Os: Have you reflected on the irony of your reprinting three long paragraphs about a movie that was never made while maintaining a signature line that reads, The internet is for lonely people. People should live.?
But thank you for the information. I didn't doubt it, just had never heard such a thing. But given Arnie's being preoccupied with governing California, he couldn't have done the flick by the mid-2000s. I still think he would have been not only wrong for, but totally uninteresting in, I Am Legend.
Haddock: Arnie vs. the Apes would have been better than Arnie vs. zombies. Even so, that doesn't mean it would have been good.
Incidentally, I just finished watching Planet of the Apes on TCM here. It was preceded by King Kong and succeeded by Beneath the Planet of the Apes, both of which I missed. (Beneath is on as I type but while I caught a bit of it I watched the news instead.)
Actually, I only saw the very end of Planet of the Apes anyway. I was watching an episode of Gunsmoke on the Encore Western Channel instead.
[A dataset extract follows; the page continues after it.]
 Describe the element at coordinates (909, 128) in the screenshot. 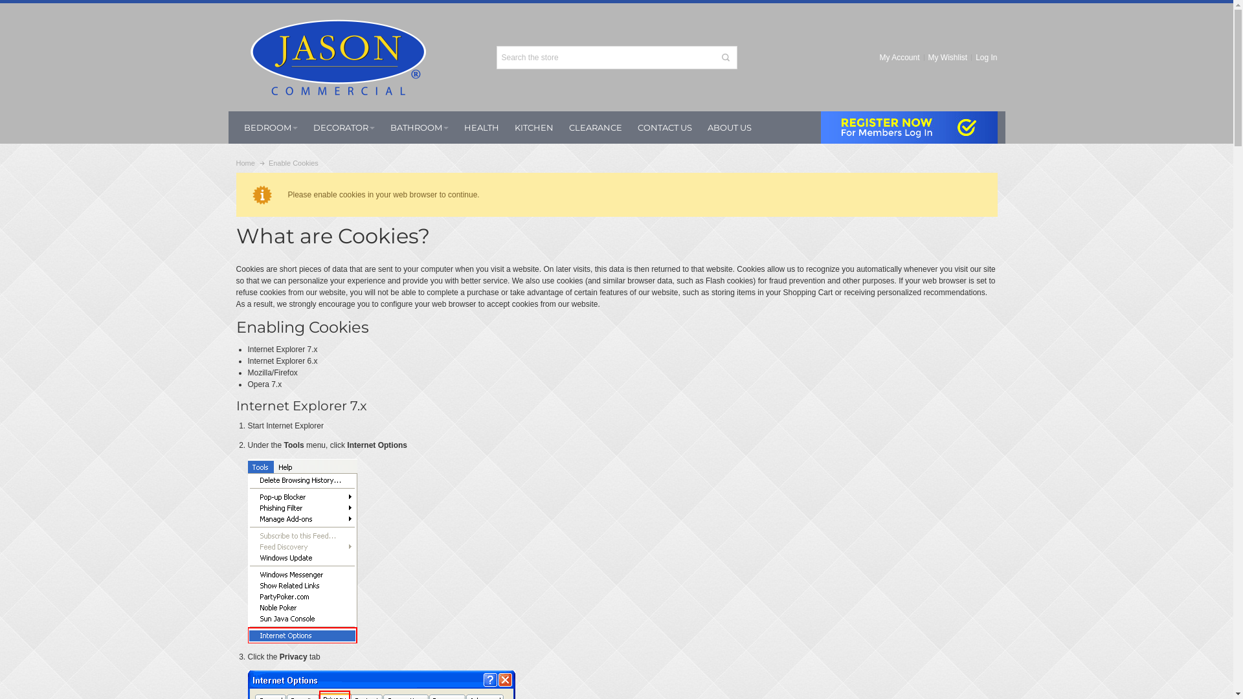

And Beneath is only barely a Heston movie, akin in that sense to your favorite CH film of all, Tim Burton's remake of POTA.
As to the news, once in a while I do have to keep up with what's happening in the world. Just last night I saw this alarming report about a bunch of subterranean humans who've stored away a thermonuclear bomb and are threatening to blow up some kind of zoo I think. Terrible.
Yes, hob, I'm forever reflecting on the ironic things I do and say, its my hobby. I like what Chuck said about the internet, it really is for lonely people. There is really something sad about sitting down in front of a computer screen and typing stuff to complete strangers ... it is sad and lonely (unless you have a house full of noisy gits still celebrating Christmas!)
The internet is for lonely people. People should live. Charlton Heston
Join the club ccorraliza, we all enjoy Charlton Heston in Secret of the Incas on this board. I do hope you will be able to see, or obtain Plunder of the Sun and Legend of the Lost in some format, I found them very entertaining and well worth the money I paid for them.
Secret of the Incas of course has never had an official R1 release. You can get a good copy on the site Ioffer.com but choose the seller carefully. An R2 DVD from Spain is pretty good but if you're in North America you'll need an all-region player to be able to watch it.
Plunder of the Sun is in print and available on DVD.
Legend of the Lost is out of print but copies are still available from Amazon Marketplace sellers.
The last two films are okay but in truth no great classics.